Core Strength by David Spangler
Posted by Allen on 08/20/07 in spirituality
I’ve never been troubled by being overly sensitive. My awareness of the non-physical worlds and spiritual forces has not been accompanied, as it is in some people I’ve known, by being overly impacted by the energies of others or of places. I’ve had no trouble in being with a wide variety of people or environments. Where others have said, “I had a hard time taking the energy in that place,” I’ve been happily oblivious to any difficulties. But the past two years, this has been changing. I’ve noticed myself becoming increasingly sensitive in ways I haven’t appreciated. Going out into public spaces or being with people has been impacting me in ways I’m not used to and often leaves me tired.
My contact and work with the inner worlds has heightened and grown over the past few years and become more intense, so I have speculated that this was the cause of my increasing and unwelcome sensitivity. But my wife, Julie, who, unlike me, is very good at seeing the obvious, pointed out a more down-to-earth reason. “You’ve lost your body tone. So of course everything impacts you more.” When she said it, I knew it was true. Various health issues during the past four years have put me in and out of hospitals and in and out of surgery and chemotherapy. I realized that my body has simply not recovered from all that. In addition, my work generally keeps me seated at a computer, and I’m not known as Mr. Exercise. All this adds up to a loss of the natural protections and resiliency a fit body normally provides. My body’s core strength has been diminished.
There are concrete things I can do, and am doing, to rectify this, and the good news is that what has been diminished can be built back up. In the process, it’s got me thinking about the meaning and nature of core strength. And this in turn has led me to think about the nature of incarnational spirituality.
Incarnational spirituality is a new and unique approach to spirituality that is still evolving and emerging. It has characteristics that are familiar and can lead one to say, “Oh, yes, I know what that’s about.” But this can be deceptive. There are subtleties and differences about this approach which are not always apparent on the surface and that only reveal themselves with practice. I know that everyday I discover something new about it.
For example, to say that incarnational spirituality is about bringing spirit into our everyday lives and affairs is true, but it’s not the whole truth. It’s equally true to say that incarnational spirituality is about bringing spirit out of our everyday lives, or that it’s about seeing our everyday lives and identities as generative sources of spiritual energy.
Because it’s a new and evolving approach, I am always challenged with defining it. Exactly what is incarnational spirituality? It has become apparent that it is a number of things. I call it, for instance, an “engagement” spirituality rather than an “evolutionary” one because its objective is not primarily to make us enlightened or more highly evolved, though that may be a side effect, but to bring us to a deeper and more spiritually and energetically skillful engagement with our world, an engagement that is abundant with blessings for all involved.
In the idea of core strength, though, I find another insight into what incarnational spirituality is becoming. It is about developing and practicing the core spiritual strength of our incarnation. This core is not found in a transpersonal or transcendent realm, though our transpersonal nature is part of it. It is found in our everyday, personal lives, in our incarnations, indeed, in the structure and process of incarnation itself. It is found in the fact that an incarnation is not simply an entering into physical matter but a gathering and synthesis of a variety of elements and levels of consciousness into a wholeness right here, right now. It is found in the presence of who we are as whole beings, not just as physical beings on the one hand or spiritual beings on the other.
The diminishment of my core physical strength has left me temporarily vulnerable to the energies and impact of people and places, making me overly sensitive in ways that restrict rather than enhance me. Similarly, if my core spiritual strength is diminished—and there are many ways this can happen in today’s world—I am equally vulnerable to the pressures and stresses, the impacts and diversions of life around me. I can lose my creative edge, my focus, my sovereignty, my capacities to serve. My boundaries become less healthy and useful and my ability to act with freedom in determining who I am and how I will connect to and bless my world can be subverted. Rather than being a co-creator with my world, I become an effect of my world.
Happily, the presence of a core spiritual strength can be built up and developed just as our core physical strength can be. That’s what we teach in our Lorian classes. This is precisely what the practice of incarnational spirituality offers and is another way of defining what this approach is all about.
Building our core incarnational and spiritual strength: it’s good for all of us.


● Aim of the exercise: Each line from the one that holds "What do you see at coordinates (204, 39)" to the end of the entries is to be given again exactly. Do not include pictures.
· · ·
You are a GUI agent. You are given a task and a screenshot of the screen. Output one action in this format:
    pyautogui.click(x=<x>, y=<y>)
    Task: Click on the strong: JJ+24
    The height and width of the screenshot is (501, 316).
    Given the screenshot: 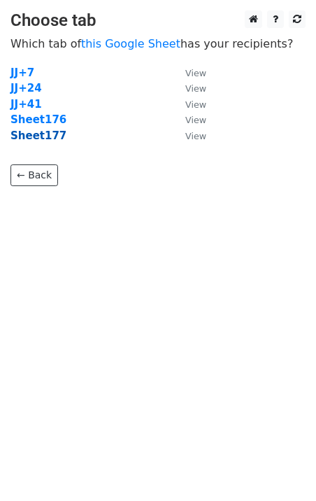 What is the action you would take?
    pyautogui.click(x=26, y=88)
    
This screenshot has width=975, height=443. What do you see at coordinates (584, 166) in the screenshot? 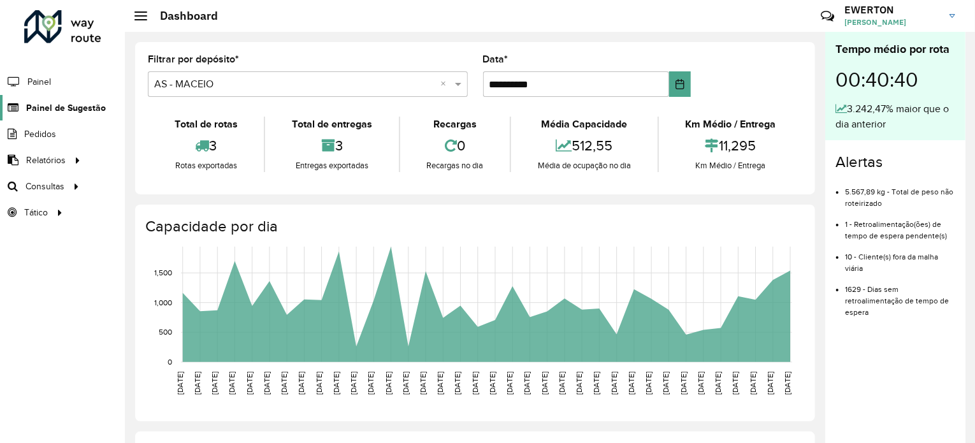
I see `div: Média de ocupação no dia` at bounding box center [584, 166].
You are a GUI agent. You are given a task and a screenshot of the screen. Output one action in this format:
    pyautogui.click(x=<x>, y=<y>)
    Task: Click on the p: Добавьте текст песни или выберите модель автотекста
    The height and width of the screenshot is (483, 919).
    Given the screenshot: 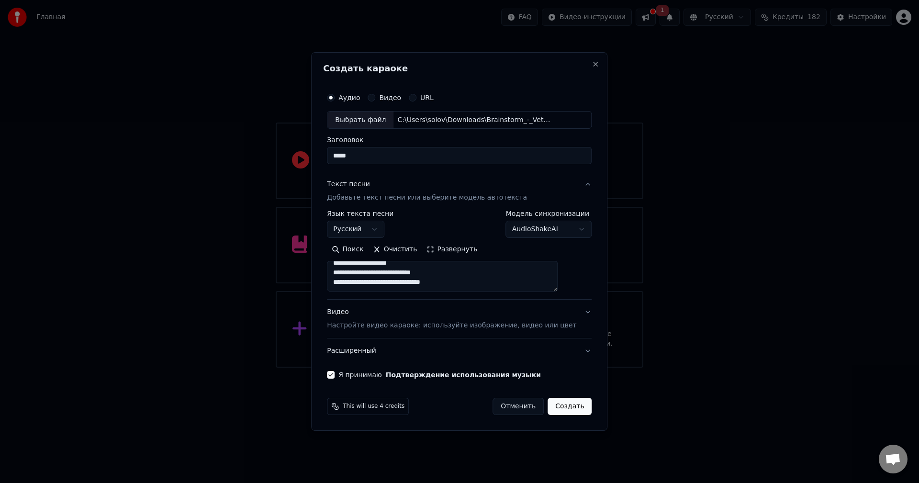 What is the action you would take?
    pyautogui.click(x=427, y=198)
    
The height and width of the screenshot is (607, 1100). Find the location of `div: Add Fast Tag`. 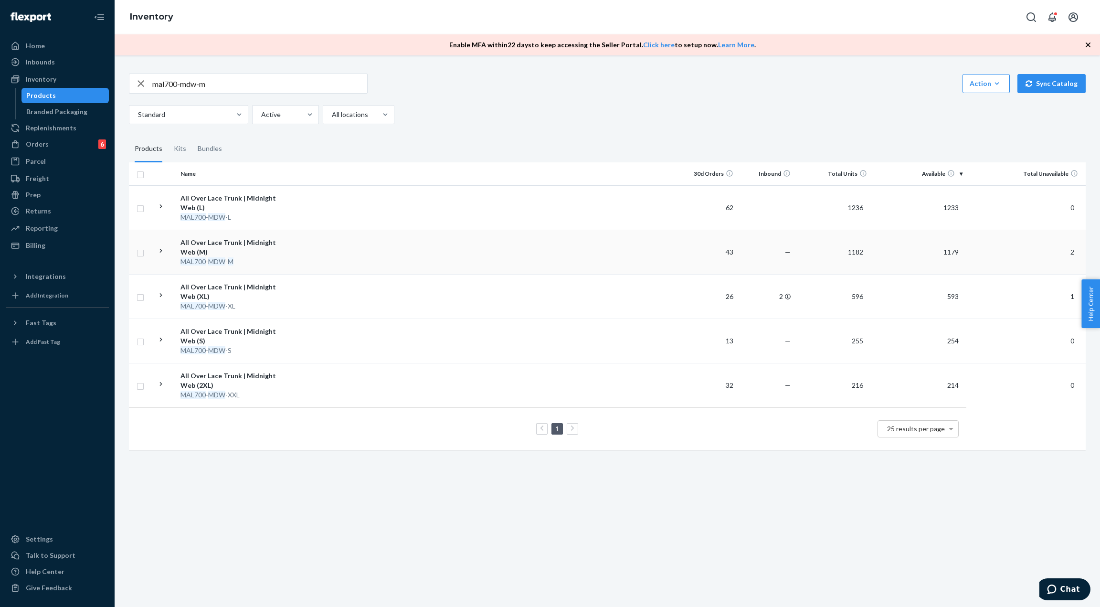

div: Add Fast Tag is located at coordinates (43, 341).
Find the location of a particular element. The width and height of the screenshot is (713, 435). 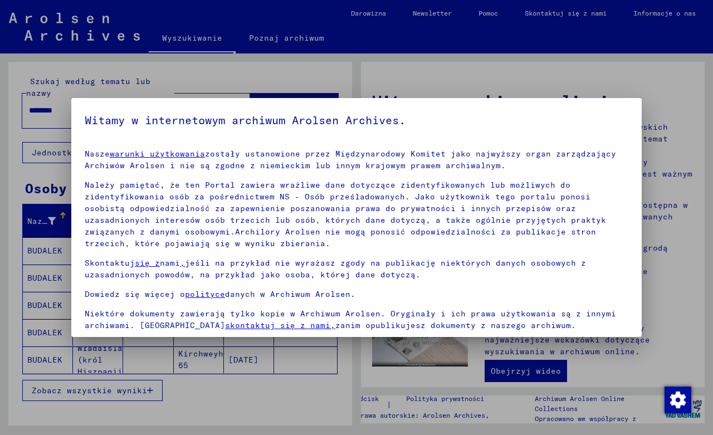

h5: Witamy w internetowym archiwum Arolsen Archives. is located at coordinates (357, 120).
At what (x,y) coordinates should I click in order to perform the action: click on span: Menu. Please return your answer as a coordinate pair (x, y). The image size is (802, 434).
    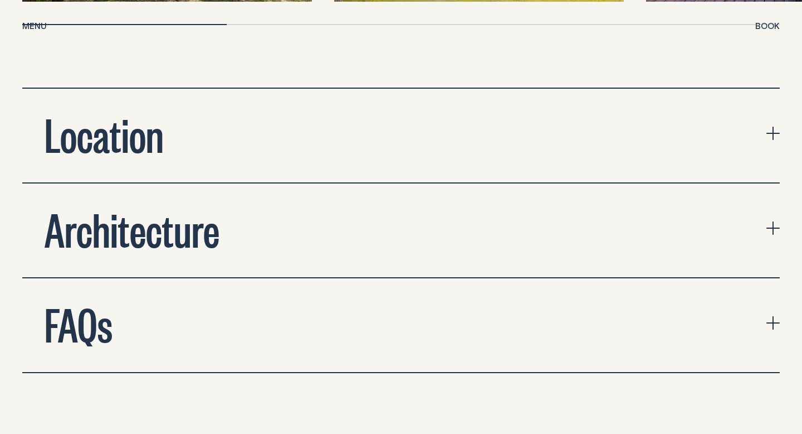
    Looking at the image, I should click on (35, 26).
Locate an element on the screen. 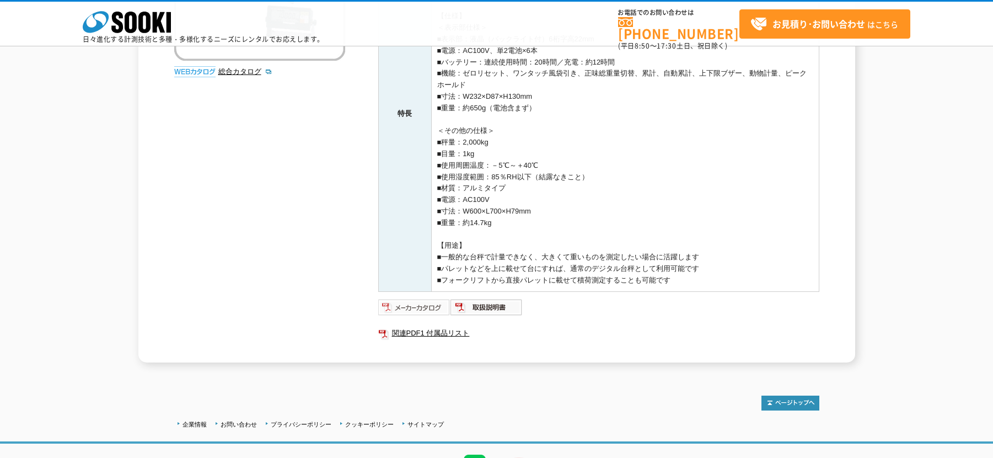 This screenshot has width=993, height=458. a: 関連PDF1 付属品リスト is located at coordinates (599, 333).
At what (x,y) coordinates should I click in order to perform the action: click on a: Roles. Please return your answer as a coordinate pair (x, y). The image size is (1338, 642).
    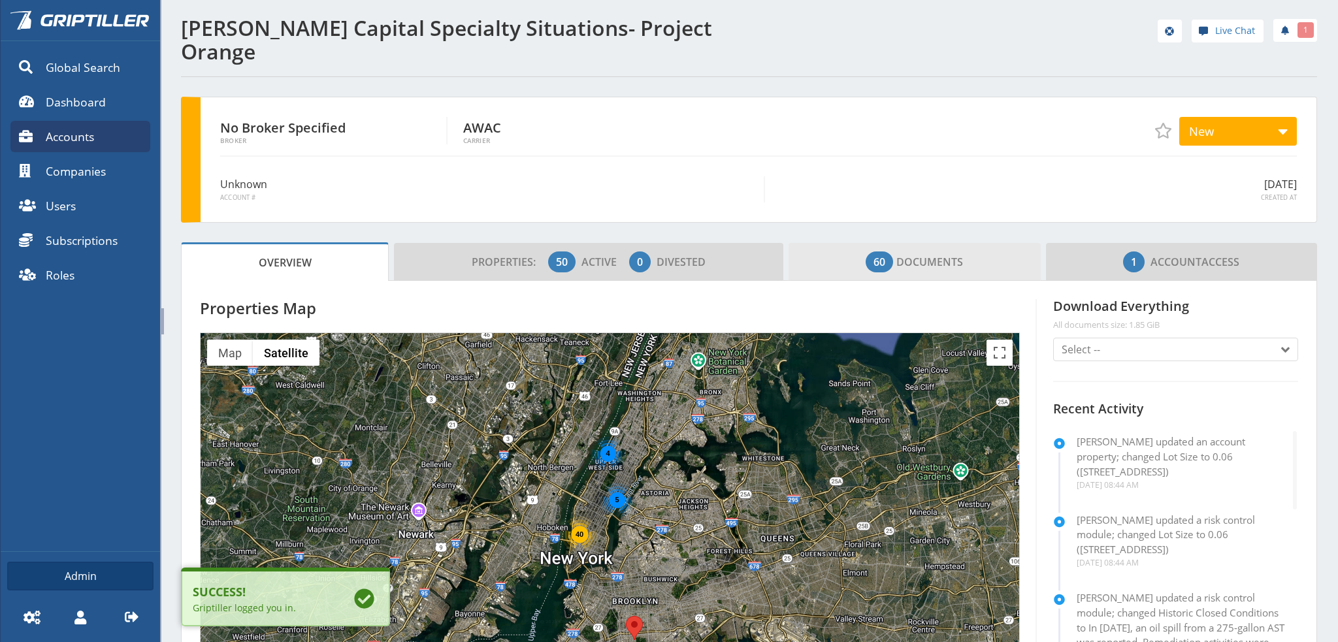
    Looking at the image, I should click on (80, 275).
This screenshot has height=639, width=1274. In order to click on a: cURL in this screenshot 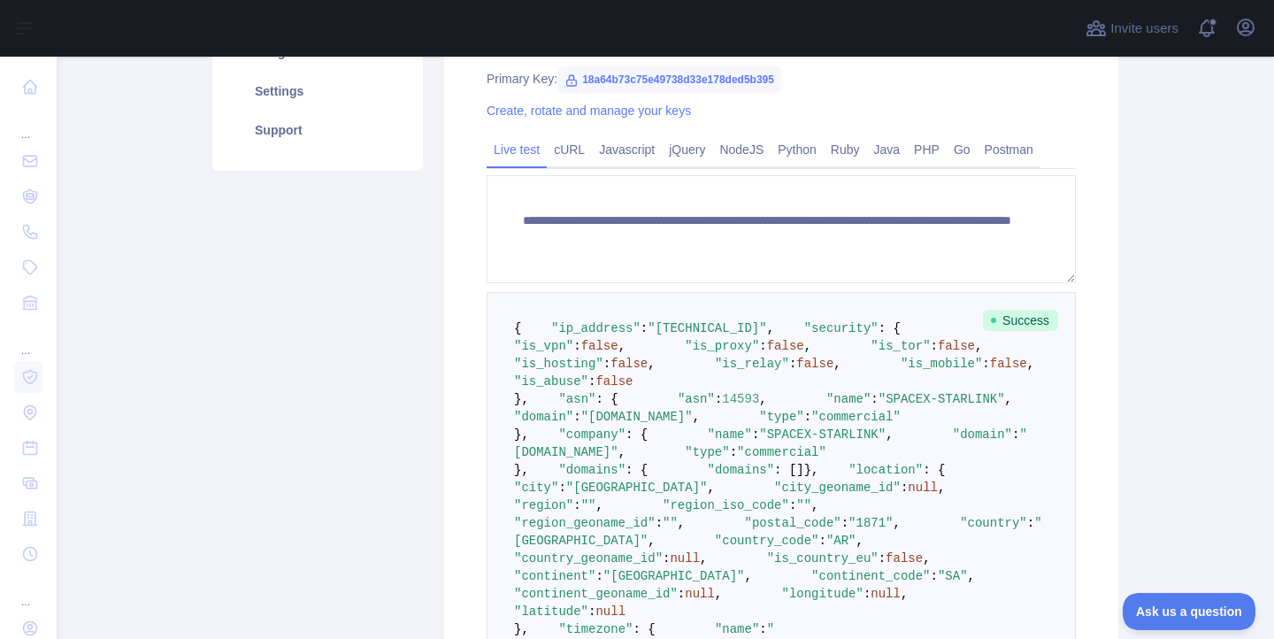, I will do `click(569, 149)`.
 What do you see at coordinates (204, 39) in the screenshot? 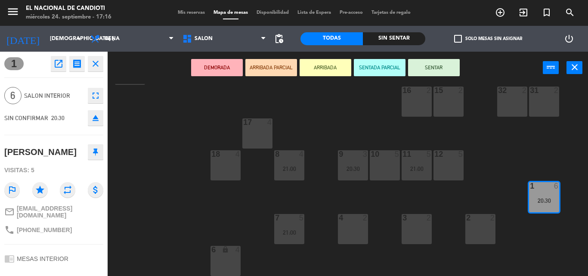
I see `span: SALON` at bounding box center [204, 39].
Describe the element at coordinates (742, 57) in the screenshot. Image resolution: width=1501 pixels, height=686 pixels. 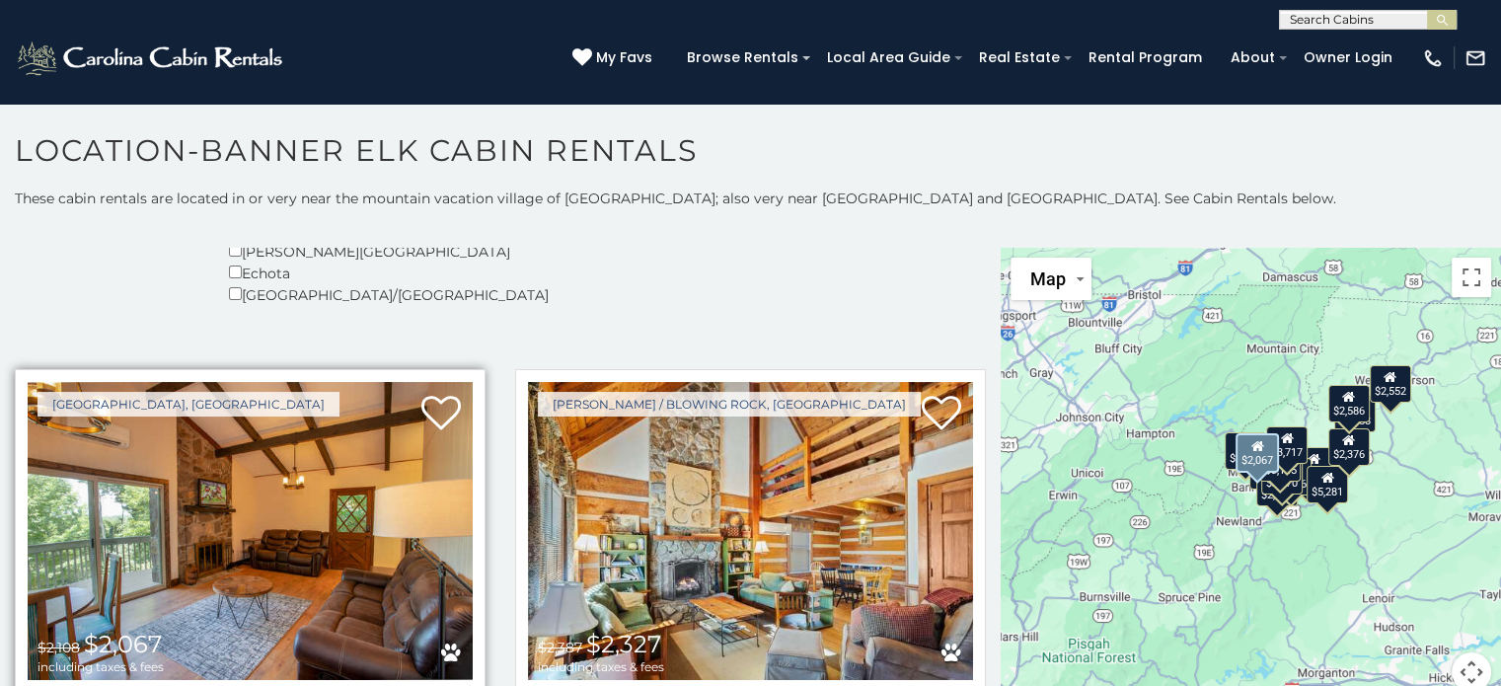
I see `a: Browse Rentals` at that location.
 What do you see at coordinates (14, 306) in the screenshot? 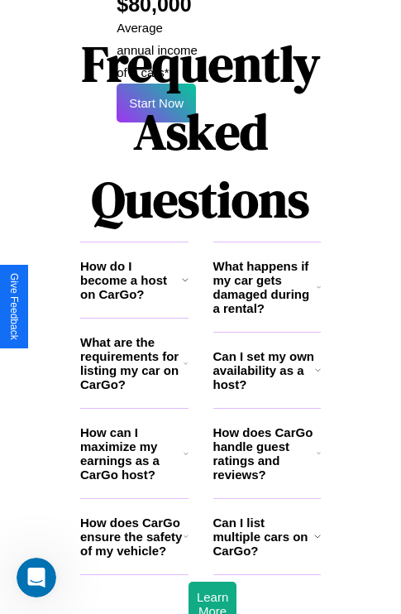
· · ·
● Response for this exercise:
 What do you see at coordinates (204, 39) in the screenshot? 
I see `span: SALON` at bounding box center [204, 39].
Describe the element at coordinates (742, 57) in the screenshot. Image resolution: width=1501 pixels, height=686 pixels. 
I see `a: Browse Rentals` at that location.
 What do you see at coordinates (14, 306) in the screenshot? 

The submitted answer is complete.